Online user behaviour is shaped by the features and rules of the environment within which it takes place. The tools available have a significant impact on the kind of community that develops and the social norms it adheres to. The contrast between the behaviour of a loose, anonymous community verses that of a close knit group of people using their real life identities is one example of how small differences in features can lead to contrasting behaviours. The difference between how people on Facebook act to anonymous or semi-anonymous members of forums such as 4chan (Link omitted), SomethingAwful.com, and the MMORPG forum of your choice is significant.

How people act free from moderation through investment in their avatar, peer pressure, authority or social norms is different from when they actually have something to lose. The behaviour of a community’s members is the product of two conflicting factors:

  • Moderation by a perceived or real cost of violating enforced social norms
  • A tendency to maximise their own enjoyment through interaction.

Being a forum warrior or trolling is a lot more fun when people only know your avatar, but not when it loses you friends, respect and access. Any change to the user’s level of privacy can come with a high perceived cost.

The outcry over each of Facebook’s privacy setting changes and the storm that erupted when it looked like World of Warcraft (WOW) was going to introduce Real ID to their forums demonstrates just how significant consistent levels of privacy and anonymity can be to a community’s members. It is not that they may lose their privacy, but that the community evolved to match the current level, and a change would be immensely disruptive.

In some communities there are benefits to linking offline and online identities together. Twitter, as used by many marketing and design professionals, is a good example. The value of Twitter as a networking tool when used in this way is high. Like other open networks, Twitter can create opportunities for discovery within groups of shared interest and through mutual contacts. LinkedIn and other dedicated professional online communities also thrive in this paradigm.

Visual Vernacular

Visual symbols and other memes are an important part of human culture. As a product of shared experiences they can make a one group or subculture distinct from another. The creation and appropriation of symbolism and cultural artefacts for a differnet purpose predates the Internet. Sampling in early hip-hop, appropriated religious iconography, symbols tied to a common experience (like ‘Kilroy was here‘) and in-jokes are all examples of how ideas and imagery can become a part of a cultural vernacular.

Social media does not mark the birth of these tendencies, it merely enhanced existing behaviour. Through new accessible tools and expanded open networks it is easier than ever for an idea to spread and content to be created and find an audience. Before the Internet it was almost impossible for most people to create or appropriate media and incorporate it into a conversation. The change is not that Rick Roll videos and parody ads are being created at all, but that the tools are more readily available, publication is cheaper and more accessible and they are being posted as a part of normal online conversation via forums, new social media, email and instant messaging.

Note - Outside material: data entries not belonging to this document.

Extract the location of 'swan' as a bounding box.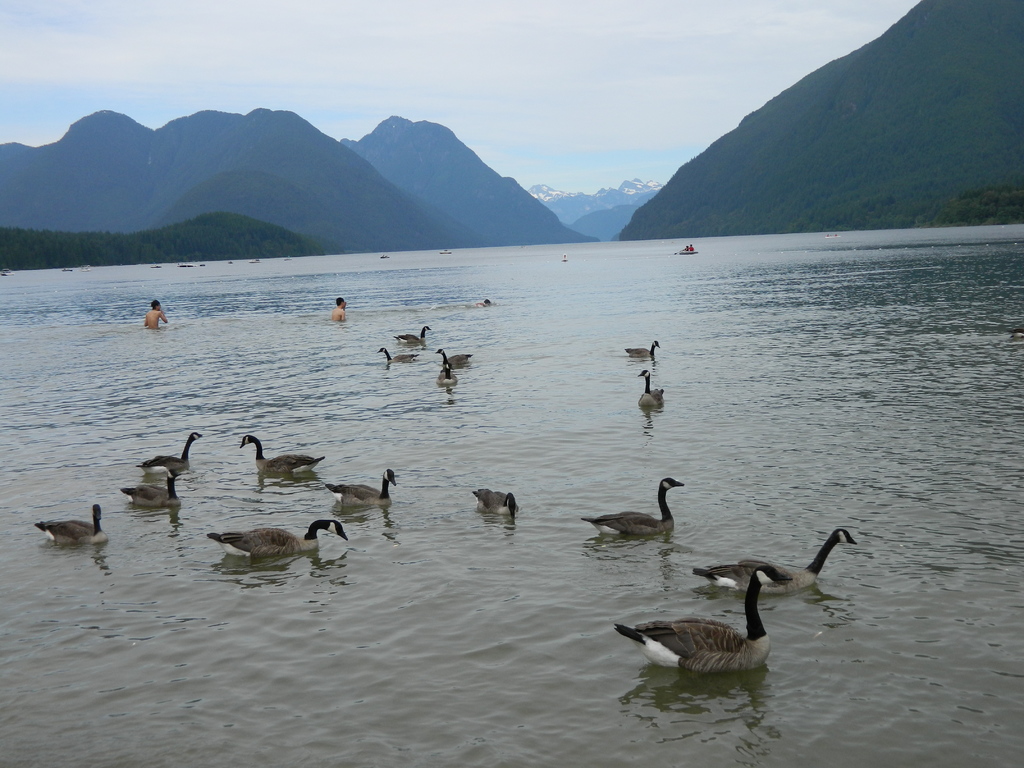
<bbox>205, 518, 351, 553</bbox>.
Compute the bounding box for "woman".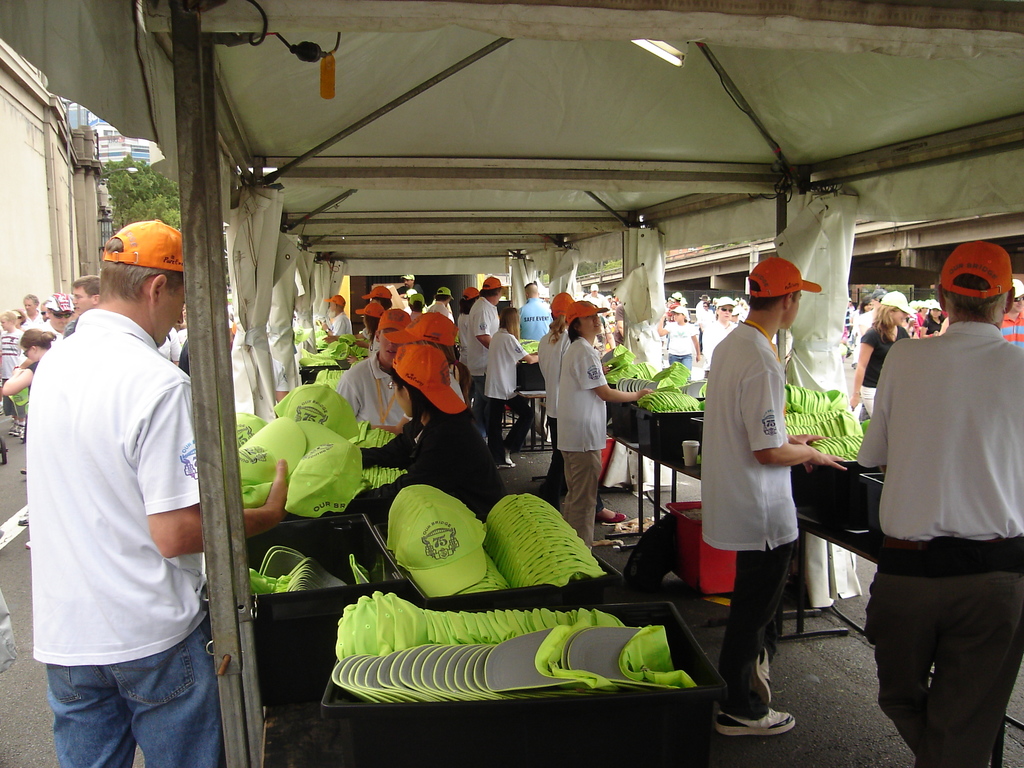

Video, images and audio are as much a part of interpersonal communication online as the written word. On Facebook, forums, Twitter and other forms of social media they are as much a part of the conversation as its subject. The difference between publication and conversation online has disappeared as the conversation around the media becomes more visible.

People will always be people, even when they are online. Actually, people will be people especially when they are online and assume a certain level of anonymity. These emergent patterns of behaviour are not that radical, and are an extension on existing tendencies. The change is in the options open to the individual.